Scott Messer, program manager for NASA missions at ULA, said workers did an extensive search of the pad at Space Launch Complex 41 and the assembly building that contains the rocket and spacecraft, and found no damage or debris there linked to the Falcon 9 explosion. “At this point, we haven’t identified any risks, and we’re on track for launch on the 8th,” he said.
OSIRIS-REx, the third mission in NASA’s New Frontiers line of medium-sized planetary science missions, will travel to the near Earth asteroid Bennu, arriving in August 2018. The spacecraft will study the asteroid with cameras and other instruments for nearly two years.
The key moment for the mission will come in mid-2020, when the spacecraft attempts to collect samples of the asteroid’s regolith, the layer of pulverized rock on its surface. The spacecraft will slowly approach Bennu, extending a sampling tool called the Touch-and-Go Sample Acquisition Mechanism (TAGSAM) at the end of a robotic arm. TAGSAM will briefly make contact with the surface, firing puffs of nitrogen gas that will move regolith into the collection tool.
TAGSAM will spend only a few seconds on the surface of the asteroid before moving away. “We’ll do a safe, slow, smooth high-five to collect that sample,” said Christina Richey, OSIRIS-REx deputy program scientist at NASA Headquarters. The goal is to collect at least 60 grams of asteroid samples, but project officials said they believe they can collect several times that amount based on laboratory tests of TAGSAM.
After placing the sample in a return canister based on the one used on the Stardust comet sampling mission, OSIRIS-REx will leave Bennu in March 2021, returning to Earth in September 2023. The main spacecraft will fly past Earth while the sample return canister parachutes to a landing in Utah.

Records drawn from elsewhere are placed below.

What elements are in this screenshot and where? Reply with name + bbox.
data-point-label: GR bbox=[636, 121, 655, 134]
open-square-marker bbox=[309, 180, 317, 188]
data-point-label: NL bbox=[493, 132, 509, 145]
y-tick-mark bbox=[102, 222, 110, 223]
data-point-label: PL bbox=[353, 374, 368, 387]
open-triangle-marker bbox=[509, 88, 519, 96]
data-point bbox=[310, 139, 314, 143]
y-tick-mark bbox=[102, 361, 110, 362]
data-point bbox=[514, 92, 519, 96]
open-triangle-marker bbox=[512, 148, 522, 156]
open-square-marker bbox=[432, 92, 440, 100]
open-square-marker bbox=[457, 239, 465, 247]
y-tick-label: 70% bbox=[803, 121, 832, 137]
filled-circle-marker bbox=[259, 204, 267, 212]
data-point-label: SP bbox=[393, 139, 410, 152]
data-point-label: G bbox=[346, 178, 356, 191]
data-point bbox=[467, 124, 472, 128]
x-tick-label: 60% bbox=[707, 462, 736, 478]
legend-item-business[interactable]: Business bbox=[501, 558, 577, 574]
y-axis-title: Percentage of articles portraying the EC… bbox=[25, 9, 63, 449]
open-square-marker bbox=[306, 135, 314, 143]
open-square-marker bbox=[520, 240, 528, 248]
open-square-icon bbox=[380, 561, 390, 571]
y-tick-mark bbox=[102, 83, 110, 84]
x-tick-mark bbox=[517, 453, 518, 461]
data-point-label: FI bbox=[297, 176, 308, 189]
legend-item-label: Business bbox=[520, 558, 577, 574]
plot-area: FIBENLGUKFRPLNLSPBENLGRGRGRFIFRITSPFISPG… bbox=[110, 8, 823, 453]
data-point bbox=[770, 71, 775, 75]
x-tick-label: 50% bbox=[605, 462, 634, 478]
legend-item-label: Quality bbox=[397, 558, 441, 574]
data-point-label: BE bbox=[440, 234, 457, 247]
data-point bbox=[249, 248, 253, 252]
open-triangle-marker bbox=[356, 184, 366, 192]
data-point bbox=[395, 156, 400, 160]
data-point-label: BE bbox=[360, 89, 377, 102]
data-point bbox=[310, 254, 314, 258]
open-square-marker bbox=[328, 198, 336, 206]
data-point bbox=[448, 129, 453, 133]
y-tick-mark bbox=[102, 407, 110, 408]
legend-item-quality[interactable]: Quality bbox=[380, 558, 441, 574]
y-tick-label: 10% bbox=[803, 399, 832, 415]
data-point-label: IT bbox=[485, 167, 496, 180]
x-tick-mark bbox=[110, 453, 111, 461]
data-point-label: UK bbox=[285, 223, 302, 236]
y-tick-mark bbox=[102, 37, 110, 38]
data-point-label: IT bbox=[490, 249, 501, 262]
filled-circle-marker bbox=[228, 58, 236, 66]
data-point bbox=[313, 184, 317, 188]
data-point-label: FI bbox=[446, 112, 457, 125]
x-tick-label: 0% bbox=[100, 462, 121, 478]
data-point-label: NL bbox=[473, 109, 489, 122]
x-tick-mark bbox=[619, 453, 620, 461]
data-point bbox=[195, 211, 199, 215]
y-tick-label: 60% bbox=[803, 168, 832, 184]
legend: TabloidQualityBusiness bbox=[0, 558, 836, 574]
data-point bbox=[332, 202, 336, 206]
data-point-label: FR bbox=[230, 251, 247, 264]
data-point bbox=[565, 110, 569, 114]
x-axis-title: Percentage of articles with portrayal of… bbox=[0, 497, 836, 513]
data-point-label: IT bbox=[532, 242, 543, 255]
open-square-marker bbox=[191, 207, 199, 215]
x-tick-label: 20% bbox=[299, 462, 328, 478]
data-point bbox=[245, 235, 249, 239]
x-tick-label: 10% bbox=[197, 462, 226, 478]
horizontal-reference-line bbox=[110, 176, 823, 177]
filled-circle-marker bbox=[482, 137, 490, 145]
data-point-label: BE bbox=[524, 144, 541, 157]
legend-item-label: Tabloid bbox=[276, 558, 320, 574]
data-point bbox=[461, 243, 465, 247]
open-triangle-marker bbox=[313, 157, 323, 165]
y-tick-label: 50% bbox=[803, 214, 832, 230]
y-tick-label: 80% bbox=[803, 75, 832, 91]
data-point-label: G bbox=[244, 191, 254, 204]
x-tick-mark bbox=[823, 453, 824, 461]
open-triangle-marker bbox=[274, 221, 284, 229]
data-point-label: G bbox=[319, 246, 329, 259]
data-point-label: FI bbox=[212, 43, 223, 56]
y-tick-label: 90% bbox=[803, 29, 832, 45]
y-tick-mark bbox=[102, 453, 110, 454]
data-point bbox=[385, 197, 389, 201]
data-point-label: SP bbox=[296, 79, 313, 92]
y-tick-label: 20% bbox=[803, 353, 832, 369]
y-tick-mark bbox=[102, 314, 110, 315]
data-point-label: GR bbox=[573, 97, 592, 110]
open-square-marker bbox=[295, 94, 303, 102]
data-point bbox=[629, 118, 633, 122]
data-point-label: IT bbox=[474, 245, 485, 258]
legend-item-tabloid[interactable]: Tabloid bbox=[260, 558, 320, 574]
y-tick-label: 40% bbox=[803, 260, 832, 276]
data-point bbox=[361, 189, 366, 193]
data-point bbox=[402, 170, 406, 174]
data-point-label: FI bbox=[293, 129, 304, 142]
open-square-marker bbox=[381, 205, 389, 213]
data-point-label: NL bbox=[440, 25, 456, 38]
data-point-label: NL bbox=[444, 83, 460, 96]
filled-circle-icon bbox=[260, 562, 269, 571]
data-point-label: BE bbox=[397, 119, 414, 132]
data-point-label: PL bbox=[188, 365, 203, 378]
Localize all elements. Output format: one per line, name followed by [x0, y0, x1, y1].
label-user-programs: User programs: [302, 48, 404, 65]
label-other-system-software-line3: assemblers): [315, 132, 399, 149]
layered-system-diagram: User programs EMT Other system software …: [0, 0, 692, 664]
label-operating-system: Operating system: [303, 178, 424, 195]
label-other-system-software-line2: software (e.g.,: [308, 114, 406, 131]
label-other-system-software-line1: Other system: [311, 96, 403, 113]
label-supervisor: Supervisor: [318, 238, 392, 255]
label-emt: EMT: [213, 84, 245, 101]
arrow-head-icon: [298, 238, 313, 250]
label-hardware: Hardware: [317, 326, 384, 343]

Dante Lauretta of the University of Arizona, the principal investigator for OSIRIS-REx, said at the briefing he was looking forward to the launch. “I’m absolutely not nervous because we have a phenomenal team and they know what they’re doing,” he said. “I am anxious, because I’ve been working on this program for 12 years now, and I really want to fly this spacecraft.”